Messages that do not match a rule do not cost you anything. After a message has been accepted, SES will perform the actions associated with the matching rule.  The following actions are available:

  • Add a header to the message.
  • Store the message in a designated S3 bucket, with optional encryption using a key stored in AWS Key Management Service (AWS KMS). The entire message (headers and body) must be no larger than 30 megabytes in size for this action to be effective.
  • Publish the message to a designated SNS topic. The entire message (headers and body) must be no larger than 150 kilobytes in size for this action to be effective.
  • Invoke a Lambda function. The invocation can be synchronous or asynchronous (the default).
  • Return a specified bounce message to the sender.
  • Stop processing the actions in the rule.

The actions are run in the order specified by the rule. Lambda actions have access to the results of the spam and virus scans and can take action accordingly. If the Lambda function needs access to the body of the message, a preceding action in the rule must store the message in S3.

A Quick Demo
Here’s how I would create a rule that passes incoming email messages to a Lambda function (MyFunction) notifies an SNS topic (MyTopic), and then stores the messages in an S3 bucket (MyBucket) after encrypting them with a KMS key (aws/ses):

I can see all of my rules at a glance:

Here’s a Lambda function that will stop further processing if a message fails any of the spam or virus checks. In order for this function to perform as expected, it must be invoked in synchronous (RequestResponse) fashion.

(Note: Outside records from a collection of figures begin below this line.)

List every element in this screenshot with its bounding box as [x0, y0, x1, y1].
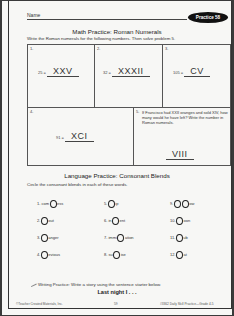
math-instructions: Write the Roman numerals for the followi…: [27, 36, 175, 41]
problem-expression: 25 = XXV: [38, 67, 79, 77]
blend-circle: [174, 200, 181, 208]
blend-circle: [176, 217, 183, 225]
blend-circle: [108, 200, 115, 208]
problem-number: 1.: [30, 46, 33, 51]
word-item: 8. suise: [104, 251, 126, 259]
math-problem-grid: 1. 25 = XXV 2. 32 = XXXII 3. 105 = CV 4.…: [27, 44, 231, 166]
blend-circle: [41, 217, 48, 225]
problem-expression: 32 = XXXII: [103, 67, 150, 77]
math-title: Math Practice: Roman Numerals: [2, 28, 232, 35]
number-text: 25 =: [38, 70, 46, 75]
name-label: Name: [27, 12, 40, 18]
blend-circle: [113, 251, 120, 259]
word-item: 9.ow: [170, 200, 194, 208]
blend-circle: [176, 251, 183, 259]
problem-expression: VIII: [166, 150, 194, 160]
problem-cell-5: 5. If Francisco had XXII oranges and sol…: [134, 108, 231, 166]
pencil-icon: [29, 280, 37, 287]
writing-instructions: Writing Practice: Write a story using th…: [30, 281, 161, 287]
problem-cell-2: 2. 32 = XXXII: [95, 45, 163, 108]
word-item: 4.evious: [37, 251, 60, 259]
problem-number: 4.: [30, 109, 33, 114]
problem-expression: 105 = CV: [173, 67, 210, 77]
name-line: [27, 19, 187, 20]
word-item: 6. inent: [104, 217, 125, 225]
worksheet-page: Name Practice 58 Math Practice: Roman Nu…: [2, 1, 232, 315]
number-text: 105 =: [173, 70, 183, 75]
problem-number: 2.: [97, 46, 100, 51]
blend-circle: [182, 200, 189, 208]
word-item: 11.ub: [170, 234, 188, 242]
word-item: 7. immiation: [104, 234, 134, 242]
footer-copyright: ©Teacher Created Materials, Inc.: [16, 302, 63, 306]
answer: XCI: [65, 132, 94, 142]
word-item: 2.out: [37, 217, 54, 225]
word-item: 1. comess: [37, 200, 63, 208]
blend-circle: [176, 234, 183, 242]
sentence-starter: Last night I . . .: [2, 289, 232, 295]
blend-circle: [112, 217, 119, 225]
footer-page-number: 59: [114, 302, 118, 306]
blend-circle: [41, 234, 48, 242]
footer-book-title: #3362 Daily Skill Practice—Grade 4-5: [160, 302, 214, 306]
practice-badge: Practice 58: [188, 12, 228, 23]
problem-number: 5.: [136, 109, 139, 114]
problem-number: 3.: [165, 46, 168, 51]
answer: XXV: [47, 67, 79, 77]
blend-circle: [50, 200, 57, 208]
answer: CV: [184, 67, 210, 77]
word-problem-text: If Francisco had XXII oranges and sold X…: [142, 110, 232, 125]
problem-expression: 91 = XCI: [56, 132, 94, 142]
problem-cell-4: 4. 91 = XCI: [28, 108, 134, 166]
word-item: 3.anger: [37, 234, 59, 242]
answer: XXXII: [112, 67, 150, 77]
language-title: Language Practice: Consonant Blends: [2, 172, 232, 179]
answer: VIII: [166, 150, 194, 160]
language-instructions: Circle the consonant blends in each of t…: [27, 182, 128, 187]
word-item: 12.at: [170, 251, 187, 259]
consonant-blend-words: 1. comess 2.out 3.anger 4.evious 5.ip 6.…: [27, 196, 227, 266]
problem-cell-3: 3. 105 = CV: [163, 45, 231, 108]
problem-cell-1: 1. 25 = XXV: [28, 45, 95, 108]
blend-circle: [117, 234, 124, 242]
number-text: 91 =: [56, 135, 64, 140]
writing-instructions-text: Writing Practice: Write a story using th…: [38, 282, 161, 287]
word-item: 5.ip: [104, 200, 118, 208]
number-text: 32 =: [103, 70, 111, 75]
blend-circle: [41, 251, 48, 259]
word-item: 10.oon: [170, 217, 190, 225]
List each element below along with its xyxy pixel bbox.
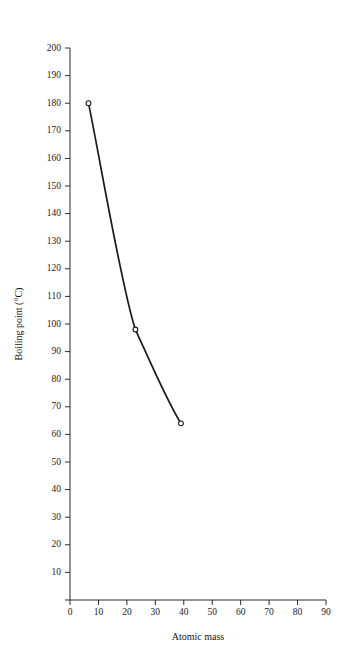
x-tick-label: 70 <box>264 607 274 617</box>
x-tick-label: 20 <box>122 607 132 617</box>
y-tick-label: 190 <box>47 70 62 80</box>
x-tick-label: 10 <box>94 607 104 617</box>
y-tick-label: 90 <box>52 346 62 356</box>
y-tick-label: 180 <box>47 98 62 108</box>
y-tick-label: 80 <box>52 374 62 384</box>
x-tick-label: 90 <box>321 607 331 617</box>
y-tick-label: 120 <box>47 263 62 273</box>
y-tick-label: 50 <box>52 457 62 467</box>
x-tick-label: 50 <box>207 607 217 617</box>
line-chart: 1020304050607080901001101201301401501601… <box>0 0 351 662</box>
x-axis-title: Atomic mass <box>172 631 225 642</box>
x-tick-label: 30 <box>151 607 161 617</box>
y-tick-label: 30 <box>52 512 62 522</box>
y-tick-label: 160 <box>47 153 62 163</box>
data-point-marker <box>179 421 184 426</box>
data-series-line <box>88 103 180 423</box>
x-axis-tick-group: 0102030405060708090 <box>68 600 331 617</box>
y-axis-tick-group: 1020304050607080901001101201301401501601… <box>47 43 70 600</box>
x-tick-label: 0 <box>68 607 73 617</box>
y-axis-title: Boiling point (°C) <box>13 288 25 361</box>
y-tick-label: 70 <box>52 401 62 411</box>
y-tick-label: 140 <box>47 208 62 218</box>
chart-container: 1020304050607080901001101201301401501601… <box>0 0 351 662</box>
y-tick-label: 60 <box>52 429 62 439</box>
x-tick-label: 40 <box>179 607 189 617</box>
y-tick-label: 200 <box>47 43 62 53</box>
y-tick-label: 40 <box>52 484 62 494</box>
y-tick-label: 170 <box>47 125 62 135</box>
y-tick-label: 100 <box>47 319 62 329</box>
y-tick-label: 150 <box>47 181 62 191</box>
data-point-marker <box>86 101 91 106</box>
y-tick-label: 10 <box>52 567 62 577</box>
data-point-marker <box>133 327 138 332</box>
y-tick-label: 110 <box>47 291 61 301</box>
y-tick-label: 130 <box>47 236 62 246</box>
data-point-marker-group <box>86 101 183 426</box>
x-tick-label: 60 <box>236 607 246 617</box>
y-tick-label: 20 <box>52 539 62 549</box>
x-tick-label: 80 <box>293 607 303 617</box>
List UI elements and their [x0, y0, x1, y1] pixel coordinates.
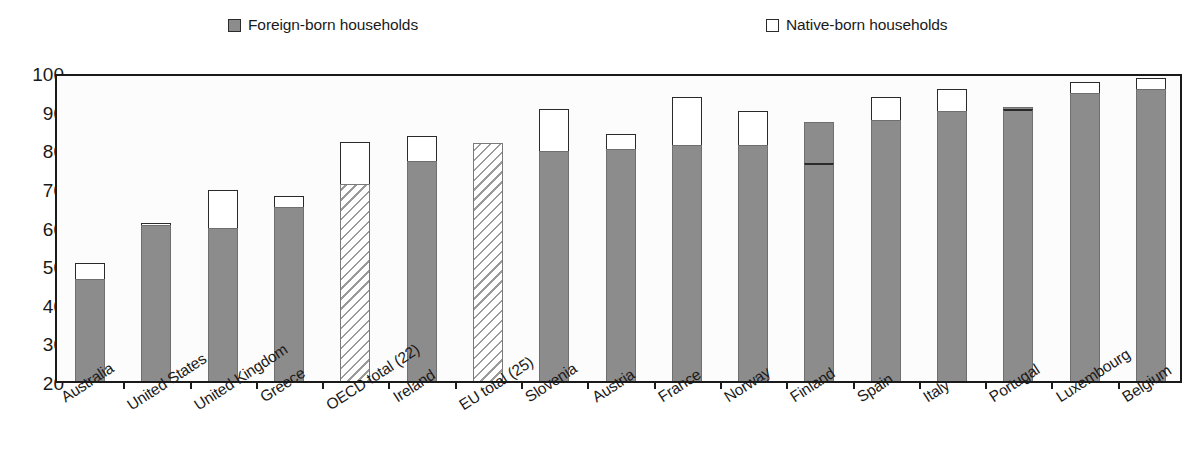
bars-layer — [57, 76, 1180, 381]
bar-segment-foreign-born — [473, 143, 503, 381]
legend-item-native-born: Native-born households — [766, 17, 948, 33]
legend-item-foreign-born: Foreign-born households — [228, 17, 418, 33]
chart-legend: Foreign-born households Native-born hous… — [0, 8, 1187, 42]
bar-portugal — [1003, 107, 1033, 381]
bar-segment-foreign-born — [606, 149, 636, 381]
filled-square-icon — [228, 19, 241, 32]
bar-france — [672, 97, 702, 381]
bar-segment-foreign-born — [804, 163, 834, 381]
bar-segment-foreign-born — [1003, 109, 1033, 381]
bar-segment-foreign-born — [208, 228, 238, 381]
bar-segment-foreign-born — [672, 145, 702, 381]
legend-label-foreign-born: Foreign-born households — [248, 17, 418, 33]
bar-slovenia — [539, 109, 569, 381]
bar-segment-foreign-born — [539, 151, 569, 381]
bar-united-states — [141, 223, 171, 381]
bar-segment-foreign-born — [141, 225, 171, 381]
plot-area — [55, 74, 1182, 383]
legend-label-native-born: Native-born households — [786, 17, 948, 33]
bar-luxembourg — [1070, 82, 1100, 381]
bar-italy — [937, 89, 967, 381]
bar-chart: Foreign-born households Native-born hous… — [0, 0, 1187, 474]
bar-austria — [606, 134, 636, 381]
bar-segment-foreign-born — [1070, 93, 1100, 381]
bar-eu-total-25 — [473, 143, 503, 381]
bar-belgium — [1136, 78, 1166, 381]
bar-segment-foreign-born — [1136, 89, 1166, 381]
hollow-square-icon — [766, 19, 779, 32]
bar-segment-foreign-born — [937, 111, 967, 381]
bar-norway — [738, 111, 768, 381]
x-axis-labels: AustraliaUnited StatesUnited KingdomGree… — [0, 383, 1187, 474]
bar-oecd-total-22 — [340, 142, 370, 381]
bar-spain — [871, 97, 901, 381]
bar-finland — [804, 122, 834, 381]
bar-united-kingdom — [208, 190, 238, 381]
bar-segment-foreign-born — [871, 120, 901, 381]
bar-segment-foreign-born — [340, 184, 370, 381]
bar-segment-foreign-born — [738, 145, 768, 381]
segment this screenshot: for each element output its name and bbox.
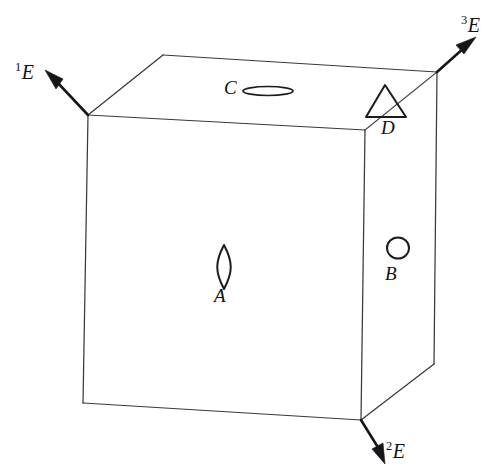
- figure-canvas: A B C D 1E 2E 3E: [0, 0, 503, 473]
- axis-E2-shaft: [361, 420, 379, 449]
- cube-wireframe: [83, 55, 437, 420]
- axis-E1-shaft: [57, 82, 88, 115]
- cube-diagram-svg: [0, 0, 503, 473]
- cube-edge-top-left: [88, 55, 163, 115]
- marker-label-a: A: [214, 286, 226, 305]
- axis-label-e1: 1E: [15, 62, 34, 82]
- axis-label-e3: 3E: [461, 15, 480, 35]
- cube-edge-front-right: [361, 130, 365, 420]
- cube-edge-right-bottom: [361, 364, 434, 420]
- marker-B-shape: [387, 238, 409, 259]
- cube-edge-top-back: [163, 55, 437, 72]
- axis-label-e2-superscript: 2: [386, 439, 392, 453]
- marker-label-d: D: [381, 118, 395, 137]
- marker-D-shape: [366, 85, 406, 117]
- axis-E2-arrowhead: [372, 443, 385, 464]
- axis-label-e2: 2E: [386, 441, 405, 461]
- marker-A-shape: [217, 245, 231, 289]
- cube-edge-front-top: [88, 115, 365, 130]
- cube-edge-front-left: [83, 115, 88, 403]
- axis-label-e2-base: E: [393, 440, 405, 462]
- axis-E3: [437, 37, 476, 72]
- axis-label-e3-superscript: 3: [461, 13, 467, 27]
- cube-edge-right-back-vertical: [434, 72, 437, 364]
- axis-label-e3-base: E: [468, 14, 480, 36]
- marker-C-shape: [243, 87, 293, 96]
- axis-E2: [361, 420, 385, 464]
- axis-label-e1-superscript: 1: [15, 60, 21, 74]
- axis-E1: [45, 70, 88, 115]
- cube-edge-front-bottom: [83, 403, 361, 420]
- axis-label-e1-base: E: [22, 61, 34, 83]
- marker-label-b: B: [385, 264, 397, 283]
- marker-label-c: C: [224, 78, 237, 97]
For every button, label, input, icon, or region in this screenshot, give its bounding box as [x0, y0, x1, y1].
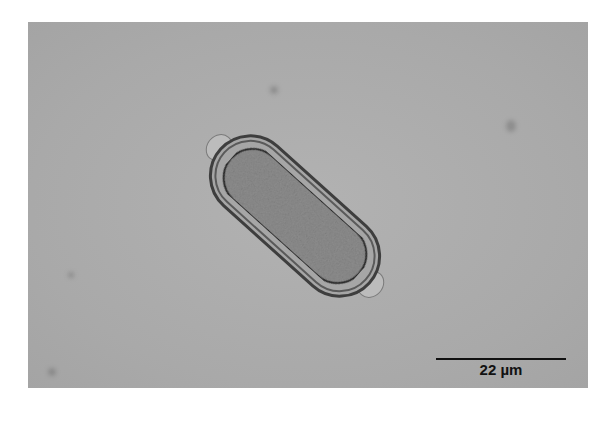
scale-bar-line — [436, 358, 566, 360]
scale-bar-label: 22 µm — [436, 361, 566, 378]
scale-bar: 22 µm — [436, 358, 566, 378]
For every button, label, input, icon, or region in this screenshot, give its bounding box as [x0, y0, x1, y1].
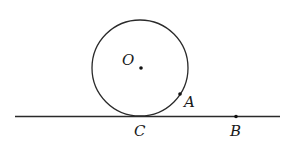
point-a-dot — [178, 92, 182, 96]
point-b-dot — [234, 115, 238, 119]
label-a: A — [184, 95, 195, 110]
geometry-figure — [0, 0, 292, 141]
label-o: O — [122, 53, 134, 68]
label-b: B — [230, 124, 241, 139]
point-o-dot — [139, 66, 143, 70]
label-c: C — [134, 124, 145, 139]
diagram-canvas: O A C B — [0, 0, 292, 141]
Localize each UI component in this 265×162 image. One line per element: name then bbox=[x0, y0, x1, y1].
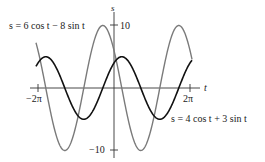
axis-label-t: t bbox=[204, 82, 207, 93]
axis-label-s: s bbox=[111, 3, 115, 13]
curve1-label: s = 6 cos t − 8 sin t bbox=[9, 20, 85, 31]
tick-label-neg2pi: −2π bbox=[26, 93, 42, 104]
chart: s t 10 −10 −2π 2π s = 6 cos t − 8 sin t … bbox=[0, 0, 265, 162]
tick-label-pos2pi: 2π bbox=[183, 93, 193, 104]
curve2-label: s = 4 cos t + 3 sin t bbox=[171, 113, 247, 124]
tick-label-neg10: −10 bbox=[89, 144, 105, 155]
tick-label-pos10: 10 bbox=[120, 20, 130, 31]
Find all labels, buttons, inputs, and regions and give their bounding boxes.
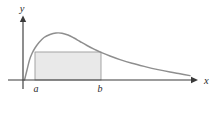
- x-axis-arrowhead: [191, 77, 198, 84]
- x-axis-label: x: [203, 75, 209, 86]
- tick-label-b: b: [98, 83, 103, 94]
- shaded-rectangle-region: [35, 52, 101, 80]
- y-axis-arrowhead: [20, 16, 26, 23]
- function-plot-svg: y x a b: [0, 0, 220, 114]
- y-axis-label: y: [19, 3, 25, 14]
- figure-container: y x a b: [0, 0, 220, 114]
- tick-label-a: a: [34, 83, 39, 94]
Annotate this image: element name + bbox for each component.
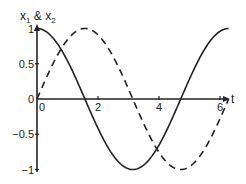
y-tick-label: −1 <box>21 164 34 176</box>
x-axis-arrow-icon <box>223 96 230 102</box>
y-tick-label: 0.5 <box>19 58 34 70</box>
x-tick-label: 2 <box>95 101 101 113</box>
y-axis-arrow-icon <box>34 24 40 31</box>
y-tick-label: −0.5 <box>12 128 34 140</box>
x-tick-label: 0 <box>39 101 45 113</box>
y-tick-label: 0 <box>28 93 34 105</box>
y-axis-label: x1 & x2 <box>20 9 56 25</box>
x-tick-label: 4 <box>156 101 162 113</box>
x-axis-label: t <box>231 92 235 106</box>
x-tick-label: 6 <box>217 101 223 113</box>
line-chart: 0246−1−0.500.51 x1 & x2 t <box>0 0 246 184</box>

exports.handler = function(event, context) {
    console.log('Spam filter');
    
    var sesNotification = event.Records[0].ses;
    console.log("SES Notification:\n", JSON.stringify(sesNotification, null, 2));
 
    // Check if any spam check failed
    if (sesNotification.receipt.spfVerdict.status      === 'FAIL'
        || sesNotification.receipt.dkimVerdict.status  === 'FAIL'
        || sesNotification.receipt.spamVerdict.status  === 'FAIL'
        || sesNotification.receipt.virusVerdict.status === 'FAIL')
    {
        console.log('Dropping spam');
        // Stop processing rule set, dropping message
        context.succeed({'disposition':'STOP_RULE_SET'});
    }
    else
    {
        context.succeed();   
    }
};

To learn more about this feature, read Receiving Email in the Amazon SES Developer Guide.

Pricing and Availability
You will pay $0.10 for every 1000 emails that you receive. Messages that are 256 KB or larger are charged for the number of complete 256 KB chunks in the message, at the rate of $0.09 per 1000 chunks. A 768 KB message counts for 3 chunks. You’ll also pay for any S3, SNS, or Lambda resources that you consume. Refer to the Amazon SES Pricing page for more information.

This new feature is available now and you can start using it today. Amazon SES is available in the US East (N. Virginia), US West (Oregon), and Europe (Ireland) regions.

— Jeff;

Jeff Barr

Jeff Barr

Jeff Barr is Chief Evangelist for AWS. He started this blog in 2004 and has been writing posts just about non-stop ever since.